Michael Jerger wrote:
Am Dienstag, 5. April 2011, 18:13:57 schrieb Michael Jerger:
Andre wrote:
That is one of those areas where giving a precise answer is not easy,
because it depends on so many things..

You can run two separate Apache httpd instances of course, each with its
individual MaxClients setting.  But then you will have to give them
separate listening ports, which may or may not make other things more
complicated in your case.
I'm not shure about this - let me figure this out the next days. Are you
interested in a way to run two instances on the same port?
I think I've seen such a configuration allready ...

Found out how it works ... but I think, this solution is new only to me - but anyhow :-)

Many apache instances on one machine can run
* either on 1IP & different ports
* or on different IPs & same port


Well, let me throw in some additional confusion then : you can even run a single Apache httpd instance, with several VHosts, each listening on a separate IP address.
See : http://httpd.apache.org/docs/2.2/vhosts/ip-based.html

thank you very much for the elaborated answer - there are some good points
to think about.

On question left for me (I think, you asked it allready) - why using apache
in front of tomcat at all - if its so complicated to configure?

Do you have an answer to that question?

For me the answer is - security, loadbalancing and client certificate
handling - at least in general and for larger applications.


A lot of people just use Apache httpd as a front-end, because that is the first configuration that they have found, and they do not realise that Tomcat can act as a good "normal" webserver too, to serve static html pages.

I would say that if you are using an Apache front-end, but you find yourself forwarding "/" to Tomcat, then you most probably do not need Apache.

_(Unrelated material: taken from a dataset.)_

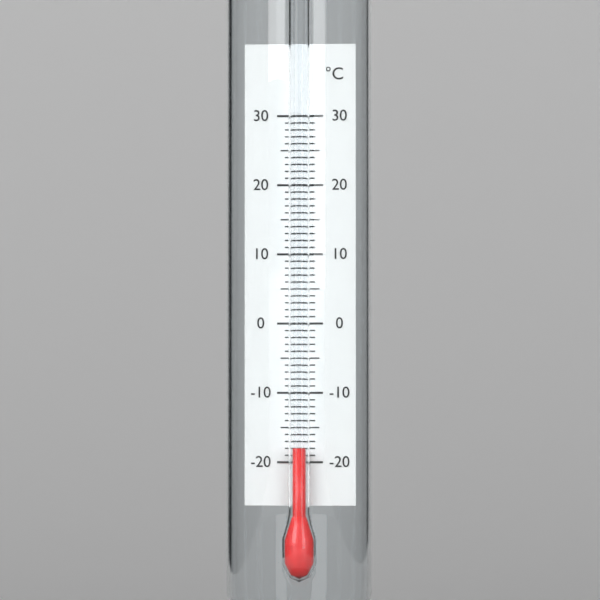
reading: -18 °C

But a lot of people come to this list, who are doing exactly that.

Load-balancing is one good reason.  Tomcat by itself cannot do that, it needs a 
front-end.
There exist other front-end load-balancers than Apache httpd, as well open-source/free as commercial, and hardware-based too.
But Apache httpd is well-know and well-tested, so many people use that.

For scenarios involving user authentication and/or SSL, I personally find it easier to use Apache httpd as a front-end, and do the authentication/SSL bit at that level, and pass to Tomcat the already authenticated user-id from Apache.

Another thing that Tomcat by itself cannot do, and httpd easily can, is act as a HTTP proxy server (forward or reverse).

And then, there are a whole series of cases where Tomcat is not the most appropriate server to use for some kinds of contents : for example, running cgi-bin scripts is often a lot more efficient (or the only way) under httpd than under Tomcat (which is optimised to run Java servlets).

There also exists a very vast library of Apache add-on modules and filters, which is not yet matched by the Tomcat/Java add-on libraries (or at least, let's say that they are usually much easier to find and set up for Apache httpd than for Tomcat).

My own personal main reason is that I am a perl programmer, and use a lot of perl add-on modules for doing all kinds of nifty things at the request and response level. The mod_perl add-on to Apache httpd is very tightly integrated into Apache, very powerful and very efficient, and it allows one to leverage the amazing CPAN library of perl modules, which can help solve just about any problem under the sun, is extremely well documented, concentrated in one place and easy to search and browse.
(http://www.cpan.org/modules/index.html)

Generally speaking, I like the Apache httpd / Tomcat combination a lot, because each one has different strengths, and the combination is extremely powerful and flexible (as its success on the WWW demonstrates).

In my scenario described the only good argument would be security - have
you ever done/seen an pentest to tomcat without fronting apache?

Security, by itself, should not be a valid enough reason, because Tomcat is as secure as httpd. And if you use Apache httpd as a front-end to Tomcat, there are many opportunities for configuring this wrongly, and allow accesses to bypass the Tomcat security mechanisms, thus in general making your whole configuration less secure, instead of more so.

>> Do you have a good starting point to read about this topic?
>
Not really, apart from the whole documentation of Apache httpd and Tomcat. There are little bits and pieces about security spread all over the place.

Probably the one major piece of advice would be : if you are configuring Apache as a front-end to Tomcat, then /do not/ allow Apache to access the Tomcat application directories directly. For example, /do not/ configure the Apache DocumentRoot to be the same as the Tomcat webapps directory.